Review Date: 9/11/08




Continues where "Flat" left off (and rebuts it)
Smick uses a fascinating series of facts and stories to paint a picture of the world-to-be that is frightening, enlightening, awe-inspiring and hopeful (for the person that knows how to exploit the opporunities). I haven't read a book that changed my world view this much since How to Measure Anything: Finding the Value of "Intangibles" in Business by Doug Hubbard (which Smick could probably have used on a couple of points in his book).
Smick takes, I think, a more realistic view of the world than Friedman's The World Is Flat 3.0: A Brief History of the Twenty-first Century. Where Friedman optimistically sees a move toward an equalibrium of an "even playing field" between all of the world's economic participants, Smick sees something less even - and not entirely in the favor of the developed West. Smick sees market uncertainties, the mortgage crisis, and consumer debt as evidence of a trend toward increasing uncertainties.
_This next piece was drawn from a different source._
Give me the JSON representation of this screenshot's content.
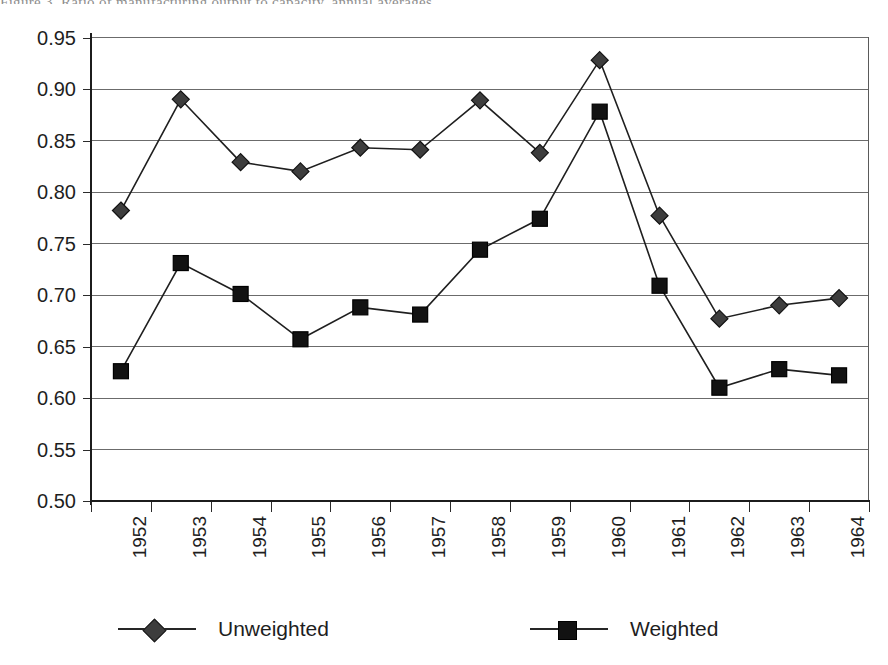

China is the new economic giant, but lends itself to much less predictability than the relatively solid advances of the western world in the last quarter century.
I have to wonder if Smick makes the "narrative fallacy" as explained in Taleb's The Black Swan: The Impact of the Highly Improbable or his earlier Fooled by Randomness: The Hidden Role of Chance in Life and in the Markets. Still, Smick seems to make a convincing case, even if at times anecdotal.
Smick discusses the possibility of a Chinese financial bubble alongside the details of US monetary policy. Utterly unnerving and engaging, it will should eclipse "Flat" as the "must read" for long-term thinkers.